The potential Wow effect of HATERS GONNA HATE (37A: Message to critics) was significantly blunted by that same answer's having appeared in a NYT grid just six weeks or so ago. The answers I really noticed were ones that made me stumble a bit. I have never heard someone call a LEFT TURN a "Louie" (9D). I was thinking army ranks, Canadian coins (that's a 'loonie' actually) ... not turns. Not knowing that and not knowing ARIE made the NE by far the hardest section to get into and bring down. But even that wasn't too hard. I balked (and remain balking) at ADEN, YEMEN (62A: Where the U.S.S. Cole was attacked in 2000). I don't think you can just put any city, country pairing in a grid, or city, state, for that matter (I'm looking at you ERIE, PA ... what the hell other ERIE is there!?).

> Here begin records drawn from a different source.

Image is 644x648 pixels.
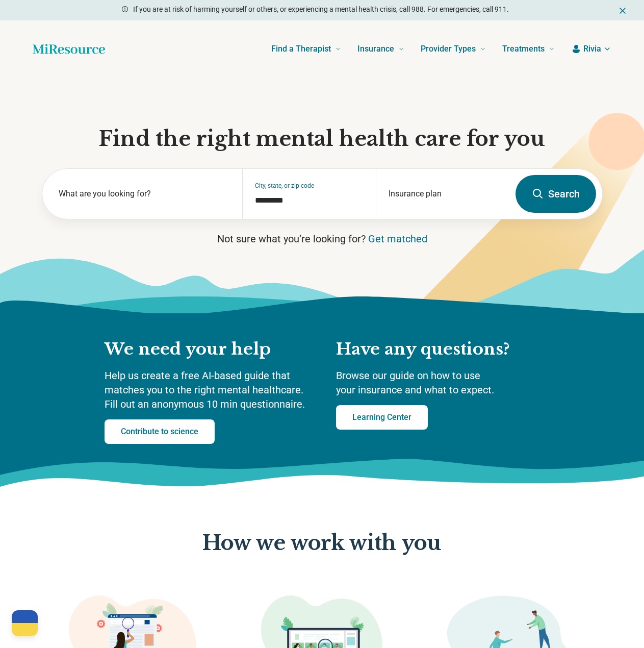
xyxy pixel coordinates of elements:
[502,42,545,56] span: Treatments
[357,42,395,56] span: Insurance
[336,339,540,360] h2: Have any questions?
[33,39,105,59] a: Home page
[202,532,441,555] p: How we work with you
[133,4,509,15] p: If you are at risk of harming yourself or others, or experiencing a mental health crisis, call 98...
[104,339,316,360] h2: We need your help
[272,29,341,70] a: Find a Therapist
[336,368,540,398] p: Browse our guide on how to use your insurance and what to expect.
[502,29,555,70] a: Treatments
[42,232,603,246] p: Not sure what you’re looking for?
[104,420,215,444] a: Contribute to science
[516,175,596,213] button: Search
[583,43,601,55] span: Rivia
[420,42,476,56] span: Provider Types
[618,4,628,16] button: Dismiss
[571,43,612,55] button: Rivia
[420,29,486,70] a: Provider Types
[357,29,404,70] a: Insurance
[368,233,428,245] a: Get matched
[59,188,231,201] label: What are you looking for?
[42,126,603,152] h1: Find the right mental health care for you
[104,368,316,412] p: Help us create a free AI-based guide that matches you to the right mental healthcare. Fill out an...
[336,406,428,430] a: Learning Center
[272,42,331,56] span: Find a Therapist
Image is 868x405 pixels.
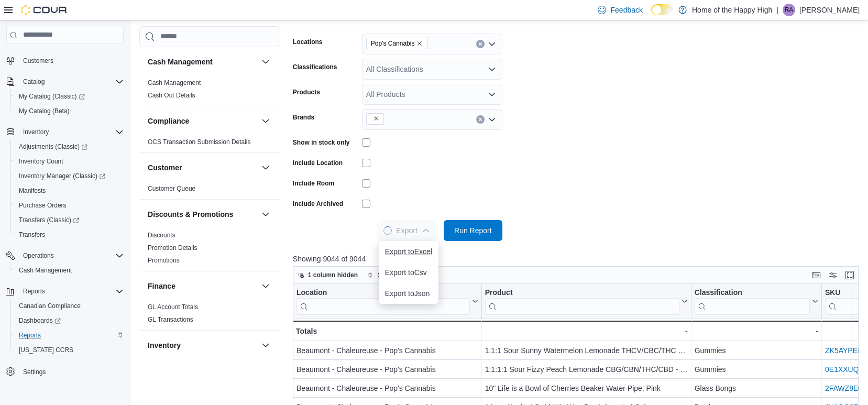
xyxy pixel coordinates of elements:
a: GL Transactions [148,316,194,323]
span: Reports [18,331,41,339]
span: Pop's Cannabis [371,39,415,48]
button: Inventory [18,126,53,138]
div: Robeliz Arndt [783,4,795,16]
button: 1 column hidden [293,269,362,281]
button: Transfers [11,227,128,242]
button: Run Report [444,219,502,241]
div: Product [485,287,679,314]
h3: Customer [148,162,182,173]
span: Purchase Orders [15,199,124,212]
button: Catalog [2,74,128,89]
span: Inventory Manager (Classic) [15,169,124,182]
a: My Catalog (Classic) [11,89,128,103]
div: Location [297,287,470,298]
a: Customers [18,54,58,67]
a: GL Account Totals [148,304,198,310]
button: Remove Pop's Cannabis from selection in this group [417,41,423,46]
button: Compliance [259,115,272,128]
a: Promotion Details [148,244,197,251]
span: Promotions [148,256,180,265]
img: Cova [21,5,68,15]
button: Product [485,287,688,314]
div: Finance [139,301,281,330]
div: Glass Bongs [695,382,818,394]
div: 10" Life is a Bowl of Cherries Beaker Water Pipe, Pink [485,382,688,394]
input: Dark Mode [651,4,673,15]
div: Location [297,287,470,314]
button: Cash Management [148,56,257,67]
span: Customers [18,54,124,67]
a: OCS Transaction Submission Details [148,138,251,146]
button: Classification [695,287,818,314]
a: Purchase Orders [15,199,71,212]
span: Inventory Manager (Classic) [18,172,105,180]
button: Open list of options [488,90,496,99]
button: Catalog [18,75,48,88]
span: Export to Csv [385,268,433,276]
span: Transfers [18,230,45,239]
button: LoadingExport [377,219,436,241]
span: Cash Out Details [148,91,195,100]
span: Customers [23,56,53,65]
a: Reports [15,329,45,341]
button: Open list of options [488,115,496,124]
button: Discounts & Promotions [148,209,257,219]
a: Cash Out Details [148,92,195,99]
button: Export toExcel [379,241,438,262]
span: Settings [18,364,124,378]
a: 0E1XXUQL [825,365,863,373]
span: Settings [23,367,45,376]
span: Reports [23,287,45,295]
span: Reports [15,329,124,341]
a: My Catalog (Classic) [15,90,89,102]
span: Transfers (Classic) [18,216,79,224]
button: Keyboard shortcuts [810,269,823,281]
div: - [485,325,688,337]
span: Cash Management [18,266,72,275]
a: Transfers (Classic) [15,214,83,226]
span: GL Account Totals [148,303,198,311]
span: Transfers (Classic) [15,214,124,226]
button: Clear input [476,115,485,124]
a: Manifests [15,185,49,197]
a: [US_STATE] CCRS [15,343,77,356]
a: Canadian Compliance [15,300,85,312]
div: Discounts & Promotions [139,229,281,271]
span: Inventory Count [15,155,124,167]
button: Cash Management [11,263,128,277]
div: Beaumont - Chaleureuse - Pop's Cannabis [297,362,479,375]
span: Pop's Cannabis [367,38,429,49]
a: 2FAWZ8EQ [825,384,864,392]
a: Customer Queue [148,185,195,192]
button: Enter fullscreen [844,269,856,281]
button: Open list of options [488,65,496,73]
a: Transfers [15,228,49,241]
label: Products [293,88,320,97]
span: Purchase Orders [18,201,67,210]
span: Dashboards [18,316,61,325]
button: Customer [259,161,272,174]
span: My Catalog (Beta) [15,104,124,117]
span: Export [383,219,430,241]
div: Classification [695,287,810,314]
a: Adjustments (Classic) [11,139,128,154]
a: Cash Management [15,264,76,276]
div: Product [485,287,679,298]
span: My Catalog (Classic) [15,90,124,102]
button: Reports [11,328,128,342]
button: Clear input [476,40,485,48]
button: Inventory [2,125,128,139]
button: Reports [2,284,128,299]
label: Locations [293,38,323,46]
label: Classifications [293,63,338,72]
button: Canadian Compliance [11,299,128,313]
span: Canadian Compliance [18,302,80,310]
div: 1:1:1:1 Sour Fizzy Peach Lemonade CBG/CBN/THC/CBD - Olli Stikistix - Gummies - 4 x 2.5mg [485,362,688,375]
span: Reports [18,285,124,298]
span: Inventory [18,126,124,138]
button: Location [297,287,479,314]
label: Show in stock only [293,138,350,147]
button: Open list of options [488,40,496,48]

But I recently put LUCKNOW, INDIA in a puzzle, so I probably shouldn't judge (in my defense, my answer was thematic, and thus had what I like to call "Thematic Dispensation").


Took me a while to figure out -EST and how it made sense, given the clue (21A: What most adjectives end in?). The "?" tells you some wordplay is afoot, so ... "most" here indicates superlative adjectives, e.g. "most" fat = fattEST, "most" tall = tallEST, etc.). Superlative adjectives end in -EST. I hope your New Year has been superlative. I will see you tomorrow.